The Manteno Historical Society is proud to announce Timothy Salzman has been awarded the Lucille Thies Personal Achievement Award for 2024 and will be honored on Sunday, August 25, at the Society’s annual Heritage Banquet. The dinner and program begin at 12:30 p.m., at the Manteno Sportsmen’s Club. For additional information or to purchase tickets, contact Jeff Jarvis at 815-933-2055.
Timothy Salzman
Lucille Thies Personal Achievement Award
by Mary Beth Collier

Music has taken Timothy Salzman throughout the United States and the world, including more than 40 trips abroad, including South Korea, Singapore, the Philippines, Australia, Thailand, China, England, France, Russia, and Japan. He grew up on his family’s dairy and grain farm north of Manteno and credits his start on the farm to his success in life.
“Farm kids know how to work hard,” he told me. This humble philosophy inspired him long after he’d left Manteno, first for his work in the Midwest, then in Montana and Washington, and finally in the international music community.
Tim is the recipient of the 2024 Manteno/Rockville Historical Society’s Lucille Thies Personal Achievement Award, which honors former and current Manteno residents, who have accomplished great things outside their hometown. He was chosen for this award based on his internationally recognized accomplishments as a performer, conductor, and teacher, specializing in wind bands. The son of the late George and Beverly Salzman, Tim and his two sisters, Beryl and Christine, were raised on family, faith, and community. His experience of growing up in a farm community taught him how to approach his life and career. Just like seeds planted in a well-fertilized field, in Manteno the seeds of Tim’s musical interests yielded an abundant harvest.
For Tim, the piano was both the beginning of a life-long passion for music and an escape from farm work. His lessons at the bench piqued his interest in music; he later studied with piano faculty members at Olivet Nazarene University, who urged him to aspire to greatness. In elementary school, he began playing the oboe. In high school, when he wasn’t busy forming a rock band with friends or marching in local drum and bugle corps (the White Tornadoes of Momence), he taught himself to play the tuba. His efforts were rewarded in his senior year as Tim won the John Philip Sousa Award, an award dedicated to outstanding high school seniors, who have worked to better their band programs.
It was the tuba that launched his career. As the first chair tuba player in the Illinois All State Band, Tim chose Wheaton College to pursue a bachelor’s degree in music education. His friends in college, some of whom included world-famous trombone player Douglas Yeo and Halo video game composer Martin O’Donnell, pushed him to continue to work hard for the future he desired. At Northern Illinois University, he earned a master’s degree in music performance and studied with Arnold Jacobs, the Chicago Symphony Orchestra’s principal tuba player and a renowned pedagogue who deeply influenced his musical life.
After college, Tim went back to his roots. After applying for 80 jobs, he received an offer from Dale Hopper, his former teacher with the White Tornadoes. Tim took Dale’s position as the high school marching and concert band director at the local high school in the tiny town of Herscher. There, he was a farm kid among his own. Tim poured the lessons he had learned thus far into the students at Herscher, and their musicality and work ethic paid off, leading them to become the three-time State of Illinois Marching Band Champions in 1980, ’81, and ’82, as well as the 1982 Marching Bands of America Summer National Grand Champions.
Tim went on to have an accomplished career in drum and bugle corps, arranging and directing several renowned junior corps, two of which won the Drum Corps International World Championships. In 2014, he was inducted into the Drum Corps International Hall of Fame.
Meanwhile, a graduate school classmate recruited Tim to Montana State University, where he served as the director of bands, founding the MSU Wind Ensemble and ‘Spirit of the West’ marching band. Four years later, he accepted a faculty position at the University of Washington, where he continues to serve as a professor of music and director of concert bands. Now in his 46th year of teaching, Tim continues to conduct the University of Washington Wind Ensemble and teaches graduate students in the instrumental conducting program, many of whom have become professors at university music schools throughout the country.
In addition to being on the faculty at Washington, he has been an author, visiting professor, conductor, arranger, and consultant for bands throughout North America, Europe, and Asia. Tim also has conducted several military bands, including the ‘President’s Own’ United States Marine Band, the U. S. Army Field Band, U. S. Navy Band, China’s People’s Liberation Army Band, and the Singapore Armed Forces Band.
Tim lives with his wife, Jodi, in Seattle, close to his children, Jon and Leigh, while his daughter Hannah attends Biola University in Southern California. Although Tim loves the Pacific Northwest, he also fondly remembers the Midwest as a grounded place that gave him his start. The rural values of hard work and patience he learned on the farm stayed with him.
“There may be more talented people,” he said, “but I’ve always thought they will not outwork me.”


**ASSIGNMENT**
Check every line below for the string "swatch". Copy the ones that have it.

**INFORMATION**
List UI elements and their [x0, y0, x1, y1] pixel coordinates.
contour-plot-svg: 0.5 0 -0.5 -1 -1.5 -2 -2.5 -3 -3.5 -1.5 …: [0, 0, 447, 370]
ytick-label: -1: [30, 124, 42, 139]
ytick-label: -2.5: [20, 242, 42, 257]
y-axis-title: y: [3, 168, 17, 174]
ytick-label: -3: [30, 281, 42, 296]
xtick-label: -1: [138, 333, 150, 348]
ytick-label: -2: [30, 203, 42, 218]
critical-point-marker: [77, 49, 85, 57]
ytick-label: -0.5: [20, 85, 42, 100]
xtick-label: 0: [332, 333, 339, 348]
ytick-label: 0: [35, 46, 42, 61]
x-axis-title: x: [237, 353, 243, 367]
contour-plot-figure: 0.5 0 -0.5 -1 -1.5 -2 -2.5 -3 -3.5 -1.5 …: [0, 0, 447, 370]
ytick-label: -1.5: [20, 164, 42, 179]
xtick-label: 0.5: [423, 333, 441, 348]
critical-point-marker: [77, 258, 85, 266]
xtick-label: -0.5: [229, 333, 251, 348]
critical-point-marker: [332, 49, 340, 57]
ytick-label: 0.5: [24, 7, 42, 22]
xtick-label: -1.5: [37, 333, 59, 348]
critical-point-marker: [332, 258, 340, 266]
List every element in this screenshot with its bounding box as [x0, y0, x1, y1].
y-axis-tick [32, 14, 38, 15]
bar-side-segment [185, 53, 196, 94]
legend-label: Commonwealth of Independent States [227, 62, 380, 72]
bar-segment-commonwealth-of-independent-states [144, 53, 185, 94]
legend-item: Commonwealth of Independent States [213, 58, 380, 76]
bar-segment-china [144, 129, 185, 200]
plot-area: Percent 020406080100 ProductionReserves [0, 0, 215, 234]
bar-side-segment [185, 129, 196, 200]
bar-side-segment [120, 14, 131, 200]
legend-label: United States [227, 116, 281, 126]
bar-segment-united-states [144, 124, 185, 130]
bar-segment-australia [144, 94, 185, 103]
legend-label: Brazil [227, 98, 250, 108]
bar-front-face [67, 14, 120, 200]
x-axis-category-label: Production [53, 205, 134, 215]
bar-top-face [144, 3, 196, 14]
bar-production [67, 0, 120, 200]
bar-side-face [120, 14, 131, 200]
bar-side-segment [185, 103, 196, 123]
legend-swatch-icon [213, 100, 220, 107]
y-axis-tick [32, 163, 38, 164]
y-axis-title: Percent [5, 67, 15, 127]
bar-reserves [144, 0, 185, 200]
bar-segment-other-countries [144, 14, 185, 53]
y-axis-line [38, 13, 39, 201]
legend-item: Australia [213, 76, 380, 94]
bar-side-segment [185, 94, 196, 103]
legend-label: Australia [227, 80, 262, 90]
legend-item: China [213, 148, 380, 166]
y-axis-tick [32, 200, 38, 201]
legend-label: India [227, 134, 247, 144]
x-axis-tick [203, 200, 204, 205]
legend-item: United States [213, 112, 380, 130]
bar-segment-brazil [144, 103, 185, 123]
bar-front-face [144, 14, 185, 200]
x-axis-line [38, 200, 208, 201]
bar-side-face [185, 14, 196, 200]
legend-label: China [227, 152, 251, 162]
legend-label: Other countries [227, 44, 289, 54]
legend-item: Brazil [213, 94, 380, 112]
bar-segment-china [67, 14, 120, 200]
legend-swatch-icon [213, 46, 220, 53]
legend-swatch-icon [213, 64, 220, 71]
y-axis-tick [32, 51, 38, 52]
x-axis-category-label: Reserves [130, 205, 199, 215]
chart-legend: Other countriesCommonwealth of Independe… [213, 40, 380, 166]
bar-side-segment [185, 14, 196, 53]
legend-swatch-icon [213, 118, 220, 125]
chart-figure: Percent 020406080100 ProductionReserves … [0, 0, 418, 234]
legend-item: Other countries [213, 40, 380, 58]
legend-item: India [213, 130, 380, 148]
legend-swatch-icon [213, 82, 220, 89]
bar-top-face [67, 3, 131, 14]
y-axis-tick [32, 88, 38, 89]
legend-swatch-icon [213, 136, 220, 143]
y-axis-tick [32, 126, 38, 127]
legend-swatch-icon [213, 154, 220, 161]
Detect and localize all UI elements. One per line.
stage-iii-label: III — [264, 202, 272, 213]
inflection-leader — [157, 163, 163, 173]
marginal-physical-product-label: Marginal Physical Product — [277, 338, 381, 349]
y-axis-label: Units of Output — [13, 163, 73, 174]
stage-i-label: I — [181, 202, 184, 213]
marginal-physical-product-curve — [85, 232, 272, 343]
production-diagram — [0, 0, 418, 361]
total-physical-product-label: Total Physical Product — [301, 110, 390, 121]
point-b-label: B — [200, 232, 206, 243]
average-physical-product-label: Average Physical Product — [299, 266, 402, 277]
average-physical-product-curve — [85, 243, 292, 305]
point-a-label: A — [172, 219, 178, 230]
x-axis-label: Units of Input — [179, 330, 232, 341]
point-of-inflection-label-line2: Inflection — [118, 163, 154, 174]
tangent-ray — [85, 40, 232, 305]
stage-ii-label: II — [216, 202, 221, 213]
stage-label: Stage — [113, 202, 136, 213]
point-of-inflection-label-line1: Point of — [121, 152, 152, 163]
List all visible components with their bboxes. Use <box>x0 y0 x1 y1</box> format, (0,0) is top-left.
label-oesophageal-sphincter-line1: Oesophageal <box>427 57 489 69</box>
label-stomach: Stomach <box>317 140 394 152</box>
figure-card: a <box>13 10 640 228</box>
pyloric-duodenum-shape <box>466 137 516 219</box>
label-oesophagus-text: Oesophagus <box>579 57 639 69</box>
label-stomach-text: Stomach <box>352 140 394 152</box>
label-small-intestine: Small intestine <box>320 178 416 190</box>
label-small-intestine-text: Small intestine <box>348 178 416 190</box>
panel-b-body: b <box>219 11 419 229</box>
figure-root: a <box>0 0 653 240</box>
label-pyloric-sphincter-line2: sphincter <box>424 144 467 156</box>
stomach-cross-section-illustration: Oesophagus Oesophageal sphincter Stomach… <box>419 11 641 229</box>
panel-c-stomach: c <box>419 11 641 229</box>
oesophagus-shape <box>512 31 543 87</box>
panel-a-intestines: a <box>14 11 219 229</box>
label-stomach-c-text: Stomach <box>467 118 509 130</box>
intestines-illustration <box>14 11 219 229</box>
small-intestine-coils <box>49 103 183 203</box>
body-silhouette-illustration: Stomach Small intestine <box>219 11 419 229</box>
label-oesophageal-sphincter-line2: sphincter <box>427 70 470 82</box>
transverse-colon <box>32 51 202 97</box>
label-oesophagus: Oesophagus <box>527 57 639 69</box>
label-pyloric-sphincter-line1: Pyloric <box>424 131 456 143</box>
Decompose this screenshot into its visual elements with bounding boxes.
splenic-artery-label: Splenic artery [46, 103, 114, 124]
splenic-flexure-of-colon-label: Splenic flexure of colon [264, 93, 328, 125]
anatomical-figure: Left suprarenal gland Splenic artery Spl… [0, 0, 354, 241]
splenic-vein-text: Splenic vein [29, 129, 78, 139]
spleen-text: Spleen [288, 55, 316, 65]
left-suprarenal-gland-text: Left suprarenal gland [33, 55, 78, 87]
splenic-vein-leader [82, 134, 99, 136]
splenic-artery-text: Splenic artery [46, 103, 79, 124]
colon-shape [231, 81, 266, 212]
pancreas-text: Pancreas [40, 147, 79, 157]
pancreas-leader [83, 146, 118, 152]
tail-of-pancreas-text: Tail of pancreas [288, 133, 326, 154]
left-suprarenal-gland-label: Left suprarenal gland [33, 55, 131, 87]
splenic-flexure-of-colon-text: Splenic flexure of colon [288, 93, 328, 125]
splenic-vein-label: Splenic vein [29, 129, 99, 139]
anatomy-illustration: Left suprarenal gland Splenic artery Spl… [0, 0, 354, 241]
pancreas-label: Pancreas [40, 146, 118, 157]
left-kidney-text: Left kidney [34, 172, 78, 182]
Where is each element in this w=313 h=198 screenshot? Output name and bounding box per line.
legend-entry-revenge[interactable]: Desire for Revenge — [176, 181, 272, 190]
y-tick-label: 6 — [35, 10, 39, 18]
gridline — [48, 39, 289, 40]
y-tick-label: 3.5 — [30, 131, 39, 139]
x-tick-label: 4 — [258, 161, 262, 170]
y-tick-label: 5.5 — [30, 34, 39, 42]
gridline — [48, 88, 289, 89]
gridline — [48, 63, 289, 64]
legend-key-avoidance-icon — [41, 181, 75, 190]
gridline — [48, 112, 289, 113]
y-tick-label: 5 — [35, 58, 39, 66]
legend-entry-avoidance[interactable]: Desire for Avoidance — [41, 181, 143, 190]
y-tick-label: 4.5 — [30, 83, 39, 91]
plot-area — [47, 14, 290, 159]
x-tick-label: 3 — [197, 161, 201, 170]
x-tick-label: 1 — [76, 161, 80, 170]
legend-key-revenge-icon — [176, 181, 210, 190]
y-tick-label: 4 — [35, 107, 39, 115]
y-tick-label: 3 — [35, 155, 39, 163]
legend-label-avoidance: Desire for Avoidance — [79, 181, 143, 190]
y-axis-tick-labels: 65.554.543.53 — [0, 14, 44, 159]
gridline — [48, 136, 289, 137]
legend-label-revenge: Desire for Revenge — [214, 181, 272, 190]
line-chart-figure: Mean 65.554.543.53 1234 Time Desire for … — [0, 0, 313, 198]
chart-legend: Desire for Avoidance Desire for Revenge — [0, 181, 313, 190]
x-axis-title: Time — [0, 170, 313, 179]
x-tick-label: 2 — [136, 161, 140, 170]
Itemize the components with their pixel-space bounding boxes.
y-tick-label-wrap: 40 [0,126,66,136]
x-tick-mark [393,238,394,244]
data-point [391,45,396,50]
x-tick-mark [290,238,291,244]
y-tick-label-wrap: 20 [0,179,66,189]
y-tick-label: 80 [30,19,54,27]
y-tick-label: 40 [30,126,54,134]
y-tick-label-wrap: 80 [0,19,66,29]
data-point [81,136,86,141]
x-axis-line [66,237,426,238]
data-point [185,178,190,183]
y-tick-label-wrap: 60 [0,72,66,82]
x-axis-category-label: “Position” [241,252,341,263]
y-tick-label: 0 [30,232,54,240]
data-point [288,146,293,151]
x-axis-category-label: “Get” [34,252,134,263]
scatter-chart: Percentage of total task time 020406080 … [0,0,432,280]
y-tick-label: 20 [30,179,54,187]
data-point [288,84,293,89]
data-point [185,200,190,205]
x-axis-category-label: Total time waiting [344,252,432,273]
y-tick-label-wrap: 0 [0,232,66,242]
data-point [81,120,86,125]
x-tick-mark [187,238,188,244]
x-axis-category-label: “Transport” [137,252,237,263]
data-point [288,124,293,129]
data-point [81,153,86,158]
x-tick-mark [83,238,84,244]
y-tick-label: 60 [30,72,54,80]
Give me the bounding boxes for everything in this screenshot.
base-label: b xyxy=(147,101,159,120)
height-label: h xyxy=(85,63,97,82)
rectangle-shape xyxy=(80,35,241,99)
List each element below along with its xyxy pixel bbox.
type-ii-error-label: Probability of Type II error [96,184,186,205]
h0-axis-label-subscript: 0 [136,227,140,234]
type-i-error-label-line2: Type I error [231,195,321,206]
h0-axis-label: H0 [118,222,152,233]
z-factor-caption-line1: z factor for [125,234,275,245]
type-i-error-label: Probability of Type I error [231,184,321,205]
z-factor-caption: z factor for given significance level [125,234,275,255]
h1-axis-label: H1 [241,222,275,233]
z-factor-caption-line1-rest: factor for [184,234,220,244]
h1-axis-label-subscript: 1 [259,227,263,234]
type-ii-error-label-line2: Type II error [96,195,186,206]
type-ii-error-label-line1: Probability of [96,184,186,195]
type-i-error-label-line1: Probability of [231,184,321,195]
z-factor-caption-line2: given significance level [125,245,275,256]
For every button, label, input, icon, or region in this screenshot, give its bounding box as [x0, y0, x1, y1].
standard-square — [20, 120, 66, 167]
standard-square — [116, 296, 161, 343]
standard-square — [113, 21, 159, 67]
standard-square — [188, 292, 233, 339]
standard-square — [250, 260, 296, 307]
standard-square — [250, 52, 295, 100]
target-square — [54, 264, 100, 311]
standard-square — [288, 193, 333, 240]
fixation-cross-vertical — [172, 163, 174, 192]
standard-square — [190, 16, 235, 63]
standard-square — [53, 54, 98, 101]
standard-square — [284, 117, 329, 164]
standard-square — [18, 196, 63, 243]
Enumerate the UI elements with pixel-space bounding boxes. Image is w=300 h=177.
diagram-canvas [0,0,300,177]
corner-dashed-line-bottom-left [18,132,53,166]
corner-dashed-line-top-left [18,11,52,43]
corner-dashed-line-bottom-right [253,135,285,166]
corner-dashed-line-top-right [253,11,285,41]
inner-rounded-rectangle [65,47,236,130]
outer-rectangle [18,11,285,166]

**FINISHED EXERCISE**
legend-swatch-icon [213, 100, 220, 107]
legend-swatch-icon [213, 46, 220, 53]
legend-swatch-icon [213, 64, 220, 71]
legend-swatch-icon [213, 118, 220, 125]
legend-swatch-icon [213, 82, 220, 89]
legend-swatch-icon [213, 136, 220, 143]
legend-swatch-icon [213, 154, 220, 161]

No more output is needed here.